- Bible
- Luke
- Chapter 16
- Verse 14
“And the Pharisees also, who were covetous, heard all these things: and they derided him.”
My Notes
What Does Luke 16:14 Mean?
Luke 16:14 delivers a devastating editorial aside. "The Pharisees also, who were covetous, heard all these things: and they derided him." Luke doesn't merely report that the Pharisees disagreed with Jesus. He names the reason — philarguroi huparochontes, literally "being lovers of money" — and he names their response: exemuktērizon auton, they turned up their noses at Him, they sneered, they mocked with contempt.
The verb exemuktērizō is visceral — it literally means to turn one's nose up, to sneer from a position of self-assured superiority. This isn't intellectual disagreement or theological debate. It's contempt. And Luke ties it directly to their covetousness. They derided Jesus' teaching about money because they loved money. The mockery was defensive — protecting the idol by mocking the prophet who threatened it.
The context is critical. Jesus has just told the parable of the unjust steward (16:1-13) and concluded with "ye cannot serve God and mammon" (v. 13). That declaration was a direct assault on the Pharisees' operating system. They had built an entire theological framework that equated wealth with divine blessing — a framework that conveniently justified their own prosperity. Jesus dismantled it in a sentence. And their response wasn't reflection. It was ridicule.
Luke 16:15 records Jesus' response: "Ye are they which justify yourselves before men; but God knoweth your hearts: for that which is highly esteemed among men is abomination in the sight of God."
Reflection Questions
- 1.When have you dismissed or mocked a challenging truth because it threatened something you love?
- 2.How does covetousness hide behind theological or spiritual language in your life?
- 3.What's the difference between disagreeing with a teaching and deriding it? What does the difference reveal?
- 4.If God knows your heart's relationship with money, what does He see right now?
Devotional
They didn't argue. They sneered.
The Pharisees heard Jesus say you can't serve God and money — and they laughed at Him. Luke tells you why in a parenthetical that lands like a sledgehammer: they were covetous. They loved money. And when someone you love is threatened, you don't engage calmly. You attack the threat.
Mockery is the defense mechanism of a person who can't afford to take the accusation seriously. If they'd engaged with what Jesus said — really sat with "you cannot serve God and mammon" — they would have had to examine their own lives. Their income, their lifestyle, their theological justification for why their prosperity proved God's favor. So instead, they sneered. They turned up their noses. They dismissed the teacher because the teaching was too dangerous to consider.

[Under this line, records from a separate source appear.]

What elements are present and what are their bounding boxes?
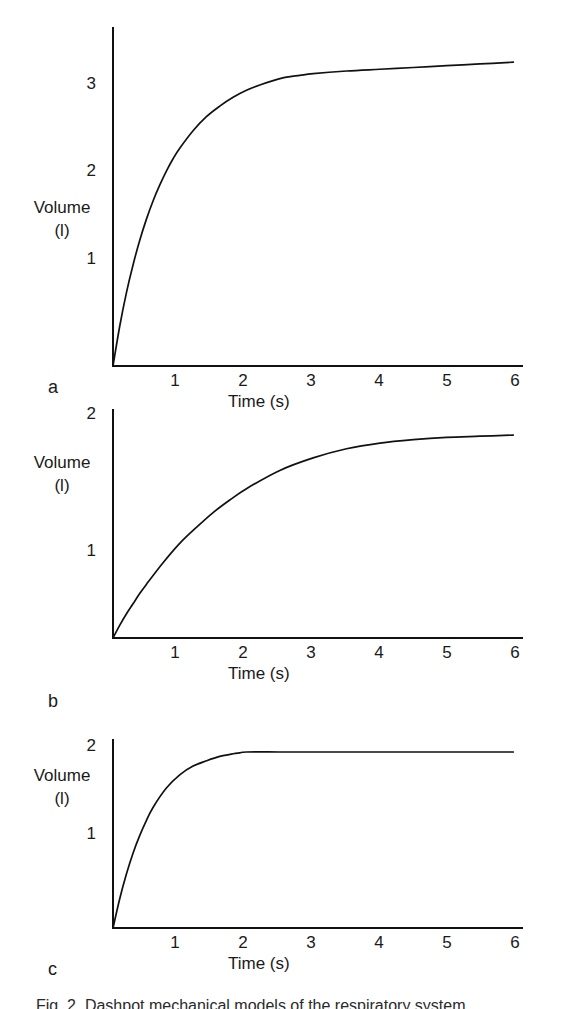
ytick-label-a-1: 1 [70,250,96,267]
xtick-label-c-6: 6 [505,934,525,951]
ytick-label-a-2: 2 [70,162,96,179]
x-axis-title-c: Time (s) [228,954,290,974]
y-axis-title-c-line1: Volume [12,764,112,787]
chart-panel-c: 1 2 Volume (l) 1 2 3 4 5 6 Time (s) c [0,704,566,1004]
xtick-label-c-3: 3 [301,934,321,951]
ytick-label-b-1: 1 [70,542,96,559]
xtick-label-c-2: 2 [233,934,253,951]
y-axis-title-a-line1: Volume [12,196,112,219]
figure-caption: Fig. 2. Dashpot mechanical models of the… [36,996,556,1009]
figure-volume-time-curves: 1 2 3 Volume (l) 1 2 3 4 5 6 Time (s) a … [0,0,566,1009]
curve-b [113,435,513,638]
xtick-label-c-4: 4 [369,934,389,951]
y-axis-title-a: Volume (l) [12,196,112,242]
xtick-label-b-3: 3 [301,644,321,661]
axis-lines-c [113,740,522,928]
xtick-label-b-5: 5 [437,644,457,661]
y-axis-title-b-line1: Volume [12,451,112,474]
xtick-label-b-6: 6 [505,644,525,661]
panel-letter-c: c [48,960,57,978]
xtick-label-b-2: 2 [233,644,253,661]
ytick-label-a-3: 3 [70,75,96,92]
xtick-label-b-4: 4 [369,644,389,661]
y-axis-title-c-line2: (l) [12,787,112,810]
ytick-label-b-2: 2 [70,405,96,422]
ytick-label-c-1: 1 [70,825,96,842]
y-axis-title-a-line2: (l) [12,219,112,242]
y-axis-title-c: Volume (l) [12,764,112,810]
x-axis-title-b: Time (s) [228,664,290,684]
curve-c [113,752,513,928]
chart-panel-b: 1 2 Volume (l) 1 2 3 4 5 6 Time (s) b [0,374,566,704]
xtick-label-c-5: 5 [437,934,457,951]
xtick-label-b-1: 1 [165,644,185,661]
plot-area-b [0,374,566,704]
xtick-label-c-1: 1 [165,934,185,951]
curve-a [113,62,513,366]
ytick-label-c-2: 2 [70,737,96,754]
axis-lines-b [113,410,522,638]
axis-lines-a [113,28,522,366]
chart-panel-a: 1 2 3 Volume (l) 1 2 3 4 5 6 Time (s) a [0,0,566,400]
y-axis-title-b-line2: (l) [12,474,112,497]
y-axis-title-b: Volume (l) [12,451,112,497]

You've done this. Maybe not out loud, maybe not with a visible sneer, but internally — the eye roll when a sermon gets too close to your spending habits. The dismissal of a friend's concern about your priorities. The way you mentally categorize someone as "extreme" or "naive" when they challenge your relationship with money. The sneer is the sound covetousness makes when it's cornered.
Jesus' response to their mockery wasn't anger. It was diagnosis: God knows your hearts. The thing you esteem highly — the wealth, the status, the comfort you've baptized with theological language — God calls it abomination. The Pharisees' laughter was loud. But God's assessment was louder.
Commentary
Trusted original commentary from respected historical Bible scholars and theologians.
And he said unto them,.... That is, Jesus said unto them, as the Syriac and Persic versions express it: "ye are they…
They derided him - The fact that they were “covetous” is here stated as the reason why they derided him, or, as it is…
They derided him - Or rather, They treated him with the utmost contempt. So we may translate the original words…
We mistake if we imagine that the design of Christ's doctrine and holy religion was either to amuse us with notions of…
14-31. Dives and Lazarus, a Parable to the Covetous, Preceded By Rebukes To The Pharisees.